The journey of the dead: Romans believed the soul (umbra, shade) descended to the underworld. To cross the River Styx, the dead paid the ferryman Charon with a coin — placed in the mouth or on the eyes at burial. The unburied could not cross and wandered for a hundred years.

Underworld geography:

  • Cerberus — the three-headed dog guarding the entrance, allowing the dead in but none out
  • Asphodel Fields — where ordinary souls spent eternity, neither happy nor punished
  • Elysium / Elysian Fields — paradise for the virtuous and heroic dead
  • Tartarus — the deepest pit, reserved for the wicked and those who offended the gods, with eternal punishments

Famous punishments in Tartarus: Tantalus — food and water always just out of reach (giving us "to tantalise"); Sisyphus — rolling a boulder up a hill only for it to roll back, forever; the Danaids — filling leaking jars eternally.
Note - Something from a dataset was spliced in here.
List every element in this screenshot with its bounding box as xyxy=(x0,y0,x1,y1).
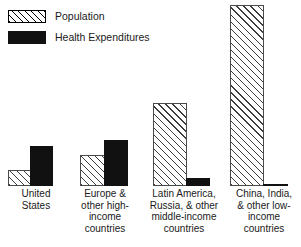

Funeral practices: Cremation was most common in the Republic and early Empire; the body was washed, anointed, and placed on a funeral pyre; ashes collected in an urn. Wealthy families held processions with actors wearing ancestor masks (imāginēs).
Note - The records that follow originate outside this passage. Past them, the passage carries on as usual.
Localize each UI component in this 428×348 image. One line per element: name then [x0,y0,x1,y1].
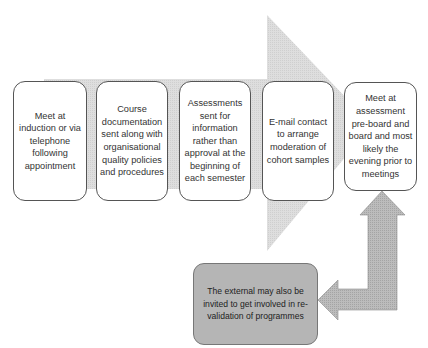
process-diagram: Meet at induction or via telephone follo… [0,0,428,348]
side-note-box: The external may also be invited to get … [193,263,318,345]
bent-return-arrow [318,191,405,320]
step-box-2: Course documentation sent along with org… [96,81,168,201]
step-box-4: E-mail contact to arrange moderation of … [262,81,334,201]
step-box-1: Meet at induction or via telephone follo… [13,81,87,201]
step-label-3: Assessments sent for information rather … [183,97,247,185]
side-note-label: The external may also be invited to get … [200,285,311,323]
step-label-5: Meet at assessment pre-board and board a… [348,92,413,180]
step-label-1: Meet at induction or via telephone follo… [17,110,83,173]
step-box-3: Assessments sent for information rather … [179,81,251,201]
step-label-2: Course documentation sent along with org… [100,103,164,179]
step-label-4: E-mail contact to arrange moderation of … [266,116,330,166]
step-box-5: Meet at assessment pre-board and board a… [344,82,417,191]
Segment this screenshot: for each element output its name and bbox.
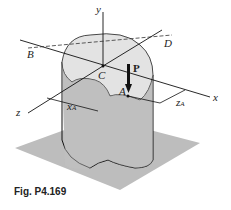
point-d-label: D	[164, 38, 172, 49]
z-axis-label: z	[16, 107, 20, 118]
figure-caption: Fig. P4.169	[14, 186, 66, 197]
load-arrow	[127, 64, 130, 86]
point-b-label: B	[27, 49, 34, 60]
point-c-label: C	[98, 70, 105, 81]
load-p-label: P	[133, 63, 140, 74]
y-axis-label: y	[96, 4, 101, 15]
x-axis-label: x	[213, 92, 218, 103]
zA-label: zA	[176, 97, 185, 108]
xA-label: xA	[67, 101, 76, 112]
figure-diagram	[0, 0, 231, 210]
point-a-label: A	[119, 86, 126, 97]
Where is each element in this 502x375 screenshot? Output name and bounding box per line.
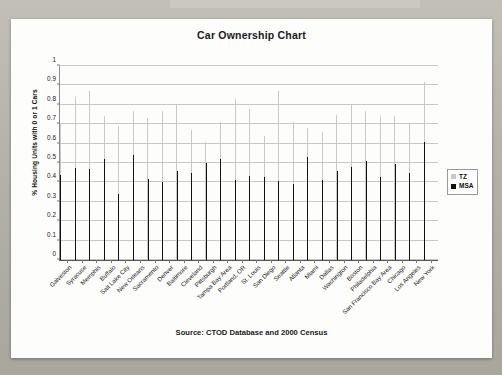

Dīs Manibus (DM): "To the spirits (shades) of the dead" — inscribed on Roman tombstones as a dedication to the deceased. The dead were honoured at the festival of Parentālia (February) and Lēmuria (May).

Exam tip: Aeneas's visit to the underworld (Aeneid Book 6) is a key source text for exam questions. Know the geography — Charon, Cerberus, the Asphodel Fields, Elysium, Tartarus — as these names appear in comprehension and translation passages. The visit also lets Anchises reveal Rome's future, making the underworld politically significant.
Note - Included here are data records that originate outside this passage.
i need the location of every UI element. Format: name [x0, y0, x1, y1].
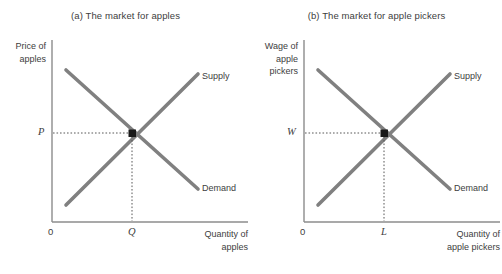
- price-tick-label: P: [38, 126, 44, 137]
- panel-market-for-apple-pickers: (b) The market for apple pickers Wage of…: [251, 0, 502, 274]
- demand-curve-label: Demand: [454, 183, 488, 193]
- equilibrium-marker: [129, 130, 137, 138]
- x-axis-label: Quantity of apple pickers: [414, 228, 500, 253]
- x-axis-label: Quantity of apples: [178, 228, 248, 253]
- origin-tick-label: 0: [300, 226, 305, 237]
- origin-tick-label: 0: [48, 226, 53, 237]
- quantity-tick-label: Q: [128, 226, 136, 237]
- economics-figure: (a) The market for apples Price of apple…: [0, 0, 502, 274]
- wage-tick-label: W: [287, 126, 296, 137]
- supply-curve: [318, 74, 450, 205]
- supply-curve-label: Supply: [454, 71, 482, 81]
- supply-curve-label: Supply: [202, 71, 230, 81]
- panel-market-for-apples: (a) The market for apples Price of apple…: [0, 0, 251, 274]
- labor-tick-label: L: [381, 226, 387, 237]
- demand-curve-label: Demand: [202, 183, 236, 193]
- y-axis-label: Price of apples: [0, 40, 46, 65]
- equilibrium-marker: [381, 130, 389, 138]
- y-axis-label: Wage of apple pickers: [251, 40, 298, 78]
- supply-curve: [66, 74, 198, 205]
Emperor Worship and Religious Change

Deification: After death, emperors could be declared gods (dīvus) by the Senate. Julius Caesar was the first to be deified (Divus Iulius) — his adopted son Augustus used this to call himself "son of the divine" (dīvī fīlius), elevating his own status enormously.

The imperial cult: Altars and temples to the living or deceased emperor were established across the provinces. Participating in the cult was a loyalty test — refusal could be seen as political dissent as much as religious nonconformity.

Religious tolerance: Rome generally accepted foreign gods — Isis (Egyptian), Mithras (Persian), Cybele (Anatolian) — as long as worshippers also participated in Roman state religion. This syncretism helped integrate conquered peoples.

Christianity: Initially persecuted under various emperors because Christians refused to sacrifice to the emperor (a political act as much as a religious one). Legalised by Constantine (AD 313, Edict of Milan); became the state religion under Theodosius I (AD 380, Edict of Thessalonica).

Exam tip: Emperor worship is the clearest example of religion as a political tool. Questions may ask why Christians were persecuted — the answer is primarily political (refusal to perform the loyalty test of sacrificing to the emperor) rather than theological. Contrast this with Rome's general tolerance of other religions to show the nuance.